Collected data
======

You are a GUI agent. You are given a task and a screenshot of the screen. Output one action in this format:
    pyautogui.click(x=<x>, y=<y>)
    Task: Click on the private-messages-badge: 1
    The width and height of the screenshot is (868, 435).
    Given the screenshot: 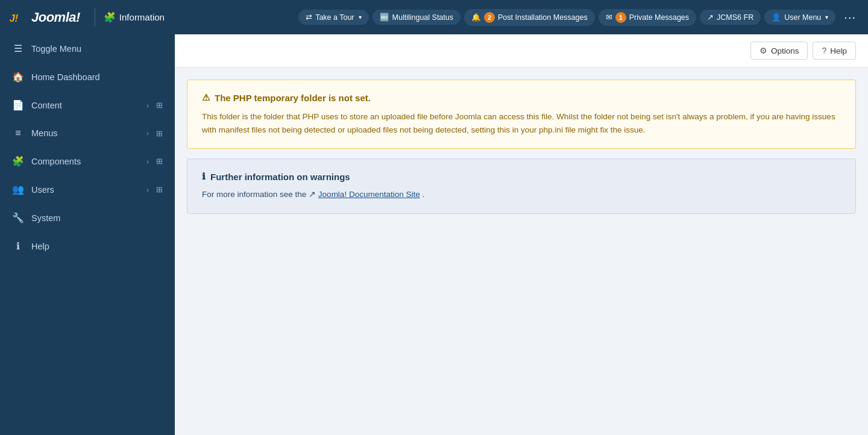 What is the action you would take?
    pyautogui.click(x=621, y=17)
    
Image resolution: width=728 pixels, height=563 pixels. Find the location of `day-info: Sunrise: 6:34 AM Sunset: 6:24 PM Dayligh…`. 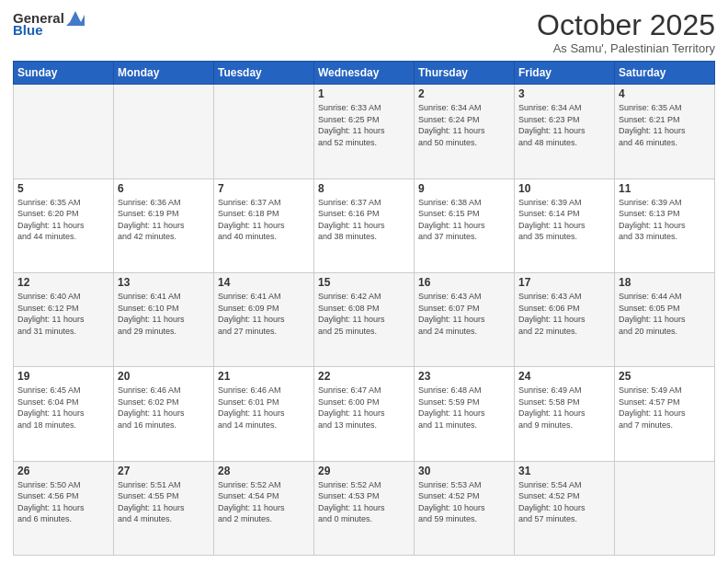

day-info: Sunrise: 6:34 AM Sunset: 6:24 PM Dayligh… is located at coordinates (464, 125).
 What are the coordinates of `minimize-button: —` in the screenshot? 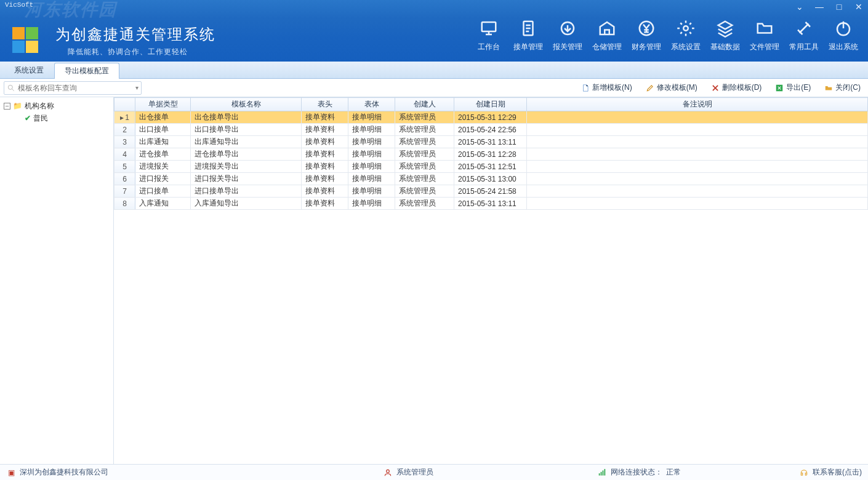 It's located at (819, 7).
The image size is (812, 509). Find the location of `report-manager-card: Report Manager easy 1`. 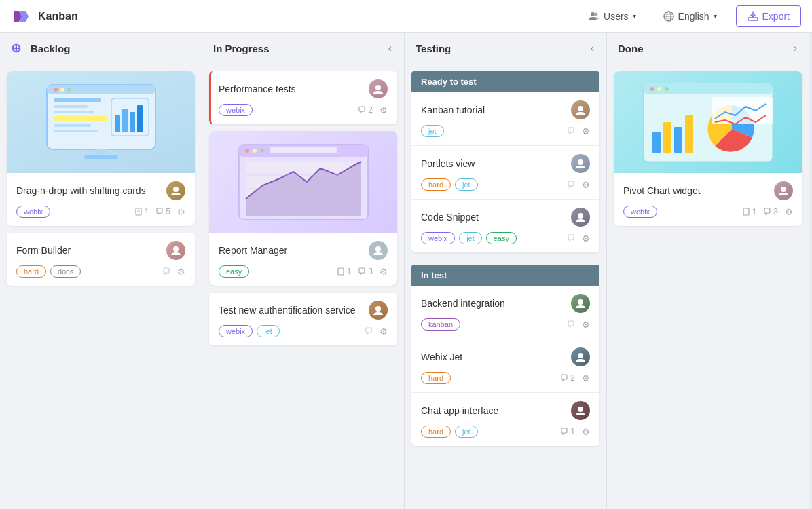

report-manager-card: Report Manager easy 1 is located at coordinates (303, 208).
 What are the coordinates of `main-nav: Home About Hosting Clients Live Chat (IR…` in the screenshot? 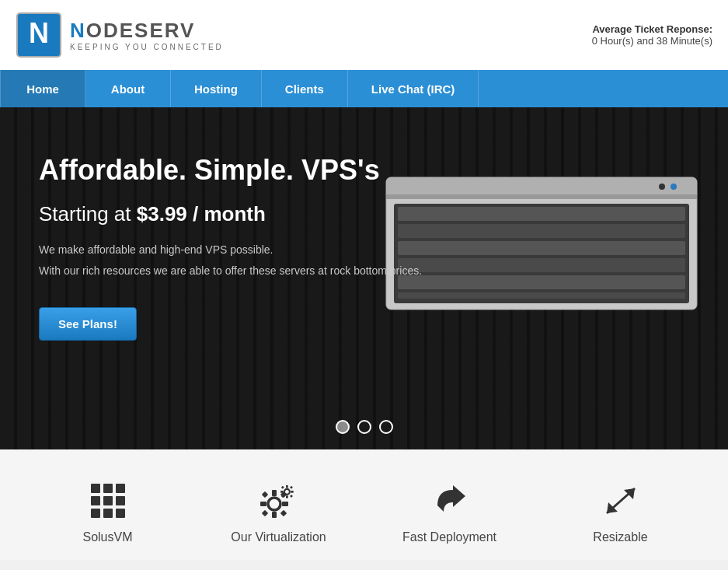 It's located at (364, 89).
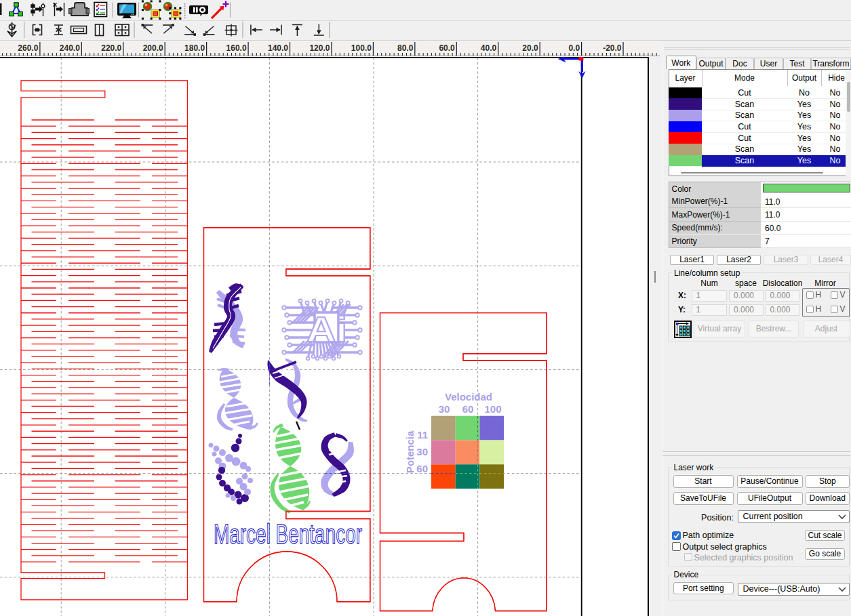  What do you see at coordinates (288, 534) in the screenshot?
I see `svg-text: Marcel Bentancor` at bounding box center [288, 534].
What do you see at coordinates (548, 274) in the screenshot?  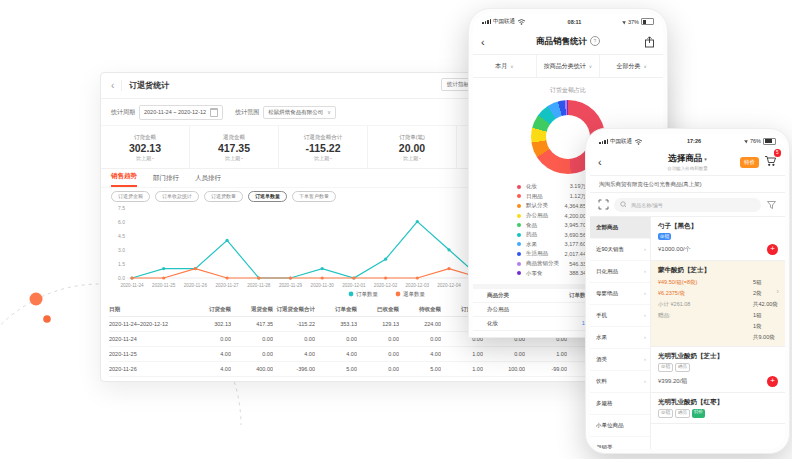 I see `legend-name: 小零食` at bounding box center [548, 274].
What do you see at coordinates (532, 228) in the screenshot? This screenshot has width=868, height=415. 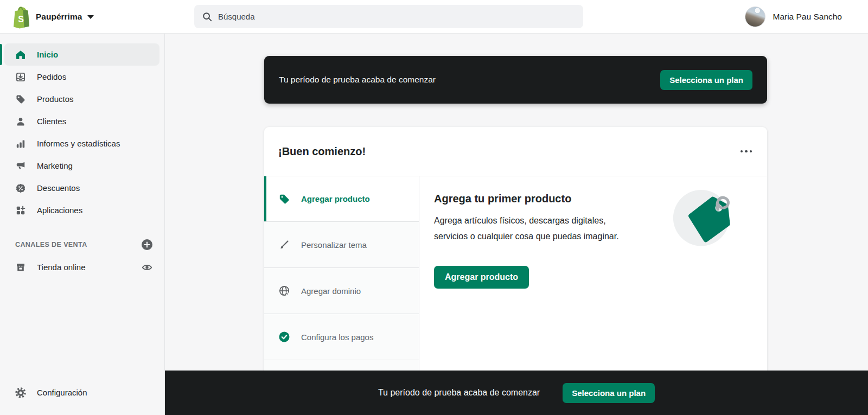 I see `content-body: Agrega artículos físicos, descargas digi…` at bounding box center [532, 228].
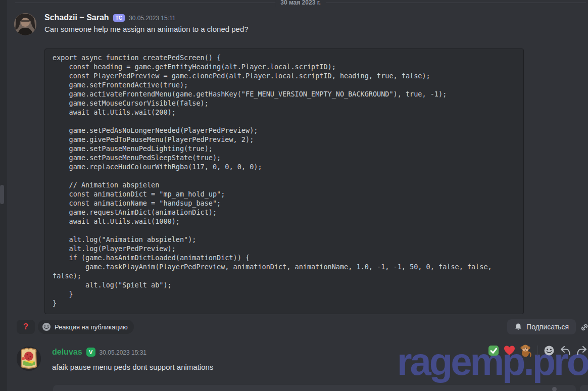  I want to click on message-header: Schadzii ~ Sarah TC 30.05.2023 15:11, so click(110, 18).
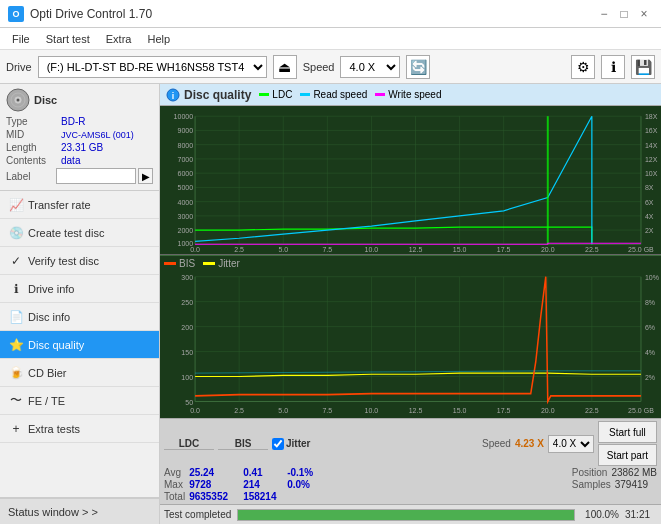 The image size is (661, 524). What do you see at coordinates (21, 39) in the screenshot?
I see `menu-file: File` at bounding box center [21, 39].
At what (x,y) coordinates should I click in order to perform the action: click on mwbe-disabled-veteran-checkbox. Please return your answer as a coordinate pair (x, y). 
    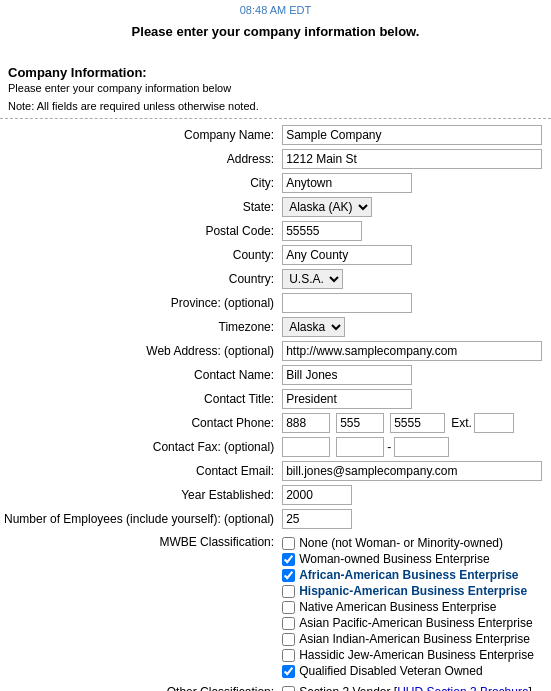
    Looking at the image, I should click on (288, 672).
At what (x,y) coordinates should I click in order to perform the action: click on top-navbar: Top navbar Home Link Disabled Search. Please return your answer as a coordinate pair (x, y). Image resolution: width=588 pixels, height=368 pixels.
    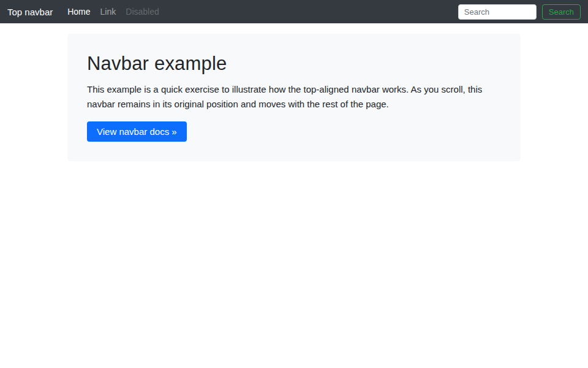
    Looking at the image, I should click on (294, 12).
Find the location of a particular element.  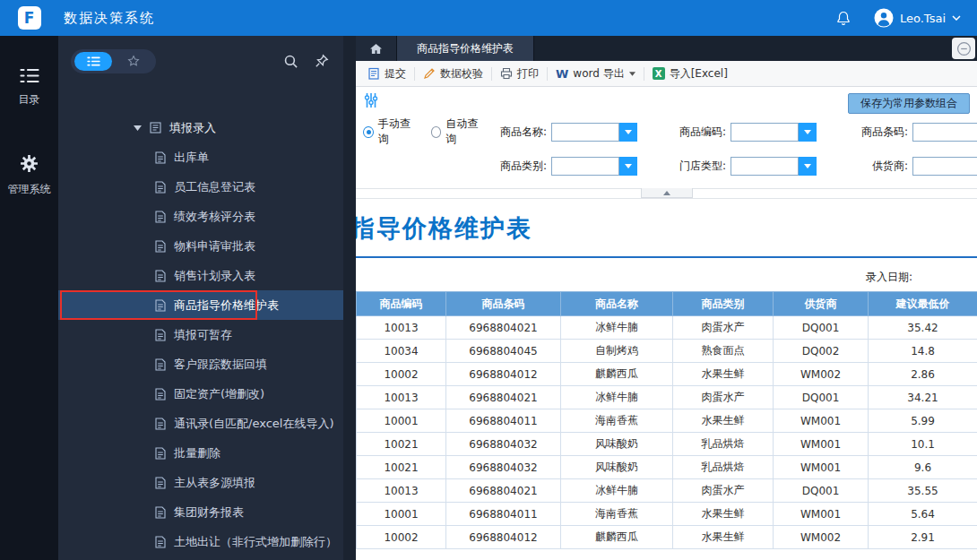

======

Exercise aim | Your answer must be exactly the lines from the one containing "click on mwbe-disabled-veteran-checkbox." through the last line of the records above, both included, with every picture left out.

Response for this exercise |
At what (x,y) coordinates should I click in order to perform the action: click on mwbe-disabled-veteran-checkbox. Please return your answer as a coordinate pair (x, y). 
    Looking at the image, I should click on (288, 672).
At what (x,y) coordinates should I click in order to perform the action: click on top-navbar: Top navbar Home Link Disabled Search. Please return your answer as a coordinate pair (x, y). Image resolution: width=588 pixels, height=368 pixels.
    Looking at the image, I should click on (294, 12).
Find the location of a particular element.  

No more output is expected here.